I Think You've Got MBS*
Apr 30, 2012
Crossed by Ally Condie
Release Date: November 2011
Publisher: Penguin | Dutton Juvenile
Publisher: Penguin | Dutton Juvenile
Pages: 367 pages
Source & Format: Library; Kindle e-book
Series: Matched #2
Series: Matched #2
Word of Warning: If you haven't read the first book, you might want to skip this review!
Sum It Up
At the end of Matched, Cassia makes the decision to pursue Ky. When Crossed picks up, she's spent some time in a work camp and has yet to hear any word of Ky. She makes her way to the Outer Provinces and finds that Ky has escaped the Society. He's now wandering the treacherous canyons and trying to survive. Although she's chasing after Ky, surprises from Xander leave her with more questions that have no answers. Narrated from both Cassia's and Ky's point of view, this book finds them on the edge of Society and facing the promise of a rebellion.
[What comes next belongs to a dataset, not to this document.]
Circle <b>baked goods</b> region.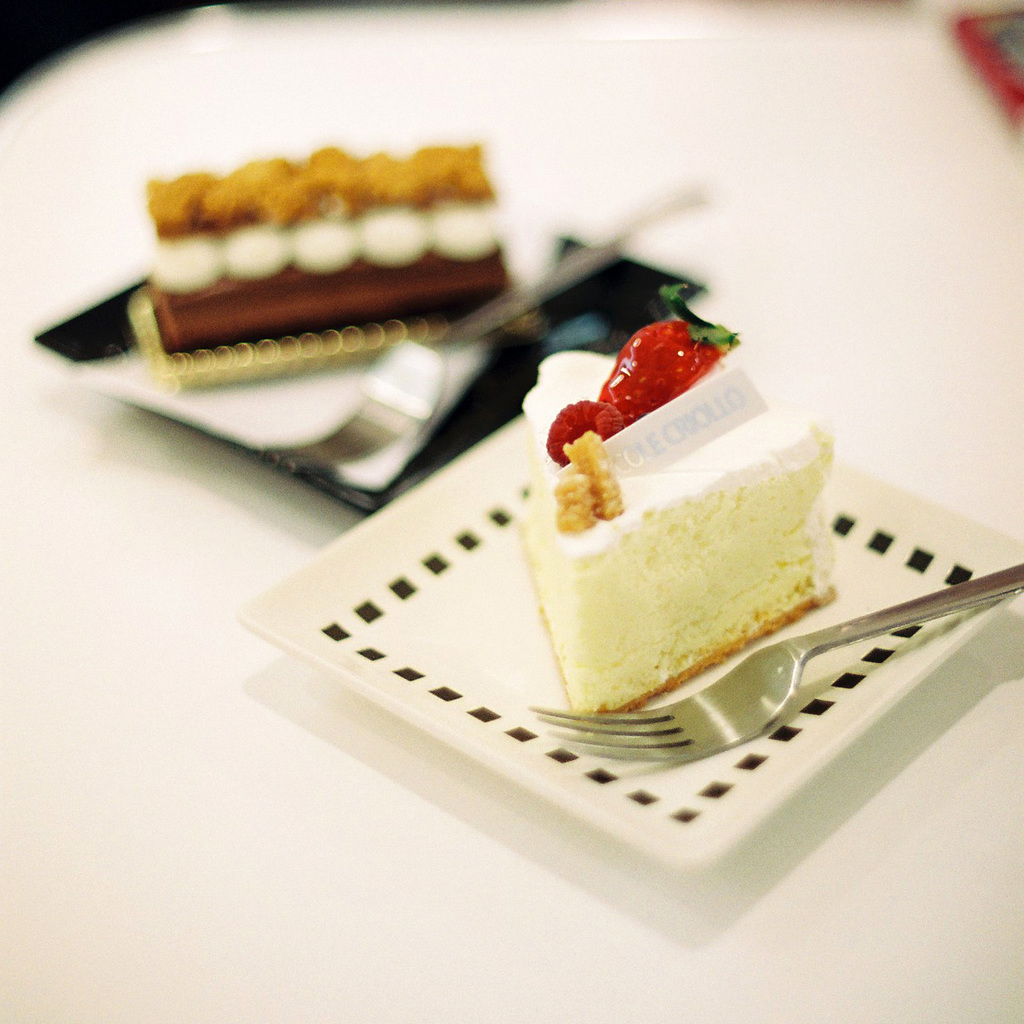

By Its Cover: Breaking Free
On the cover of the first book, Cassia was safely inside the green glass bubble. For the second, she's clearly breaking loose. I'm not in love with these covers, but I look that they give you an idea of Cassia's relationship with the Society.
Amen, Sister Friend: You're Boring Me
I just really didn't feel connected to Cassia in this book. While I thought I would enjoy the alternating viewpoints, it actually wasn't my favorite. I thought it was kind of hard to distinguish between the two sometimes, which contributed to my feeling of not really connecting with Cassia. I didn't dislike her - I just found her a little bit boring in this one.
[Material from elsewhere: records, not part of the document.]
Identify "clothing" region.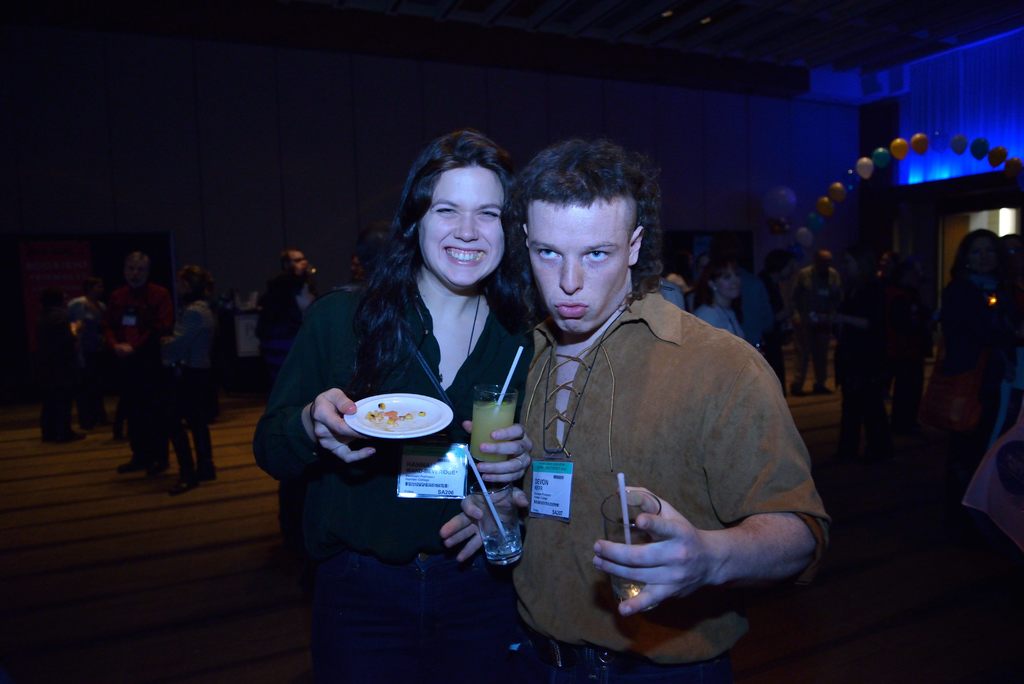
Region: rect(789, 264, 835, 388).
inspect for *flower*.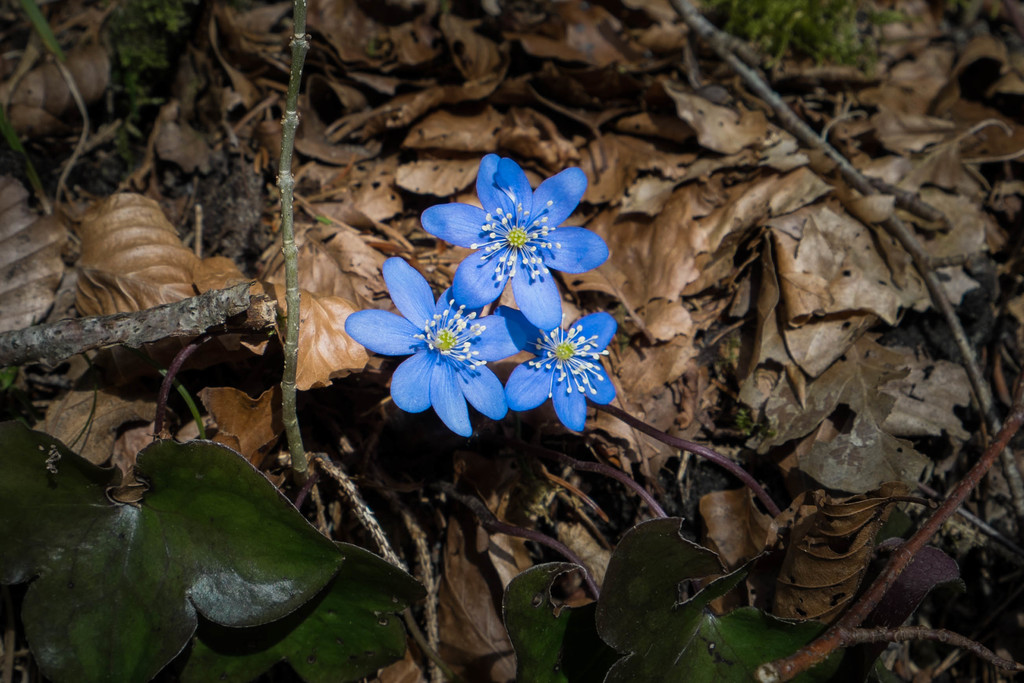
Inspection: detection(352, 263, 498, 434).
Literary Love: Going in Circles
I expected that the love triangle would kind of disappear in this book since it seemed pretty clear that Cassia had chosen Ky at the end of the first book. Unfortunately, things aren't really over with Xander. I say unfortunately, not because I didn't like Xander, but because I just needed the girl to make up her mind already! Cassia and Ky barely missed each other and then were so close the entire time they were in the canyons, and I just felt like the love/relationship aspect of the book was dragging a little.
Word Nerd: A Little Lacking
I think this new world in Crossed, the canyons, felt a little less developed than in the first book. I sort of understood what was going on with the farmers and the rebellion, but it still seems a little vague to me. It was like I didn't completely absorb the importance and impact of that aspect of the story. The writing was still enjoyable, but the book just felt like it dragged on. I didn't feel compelled to get to the ending. However, I still want to read the third! I certainly think there's a chance it will get more interesting once they're back in the Society.
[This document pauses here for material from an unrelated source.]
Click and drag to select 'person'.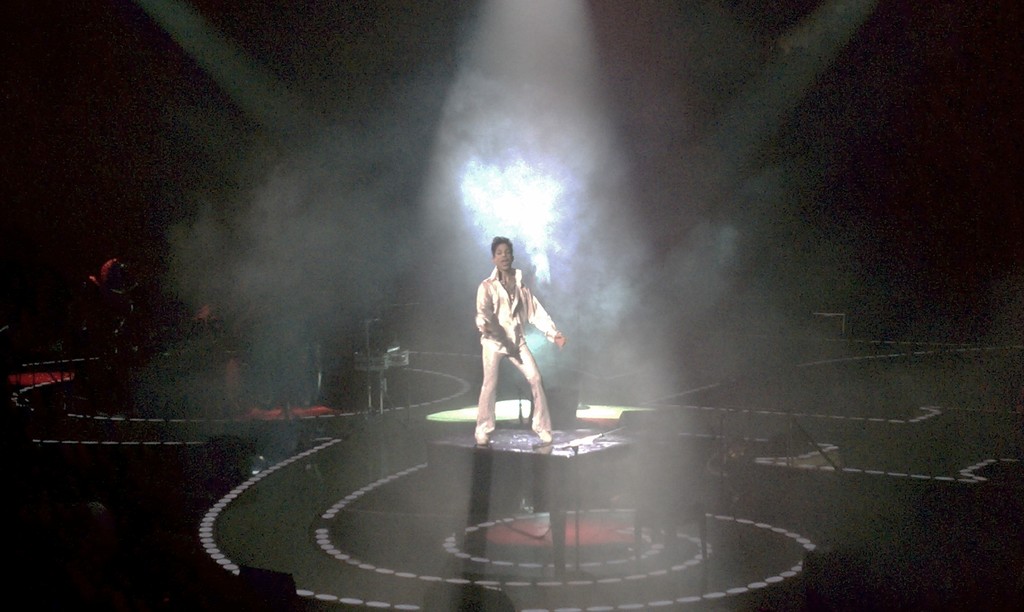
Selection: detection(465, 232, 557, 451).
Also, poetry played a pretty significant role in the book. I'm not sure why, but that started to get on my nerves. I understand that the Society has taken books and words away from them, but I don't think I'd be just sitting there thinking about poetry if I'm on the run and being pursued by people who want me dead. I think that added to the feeling that this book was moving too slowly, which was really unfortunate!
So Quotable
"And it is strange that absence can feel like presence. A missing so complete that if it were to go away, I would turn around, stunned, to see that the room is empty after all, when before it at least had something, if not him."
"But loving lets you look, and look, and look again. You notice the back of a hand, the turn of a head, the way of a walk. When you first love, you look blind and you see it all as the glorious, beloved whole, or a beautiful sum of beautiful parts. But when you see the one you love as pieces, as whys - why he walks like this, why he closes his eyes like that - you can love those parts, too, and it's a love at once more complicated and more complete."
Bottom Line: Suffers From MBS
If you can't already tell, I wasn't in love with this book. It wasn't terrible but it wasn't amazing either. It just fell more in the middle, and left me feeling kind of so/so. There were a few too many "coincidences" for my liking, and I was left with more questions than answers at the end. I'll still be reading the third, and I have hope that the story will pick back up in the final installment.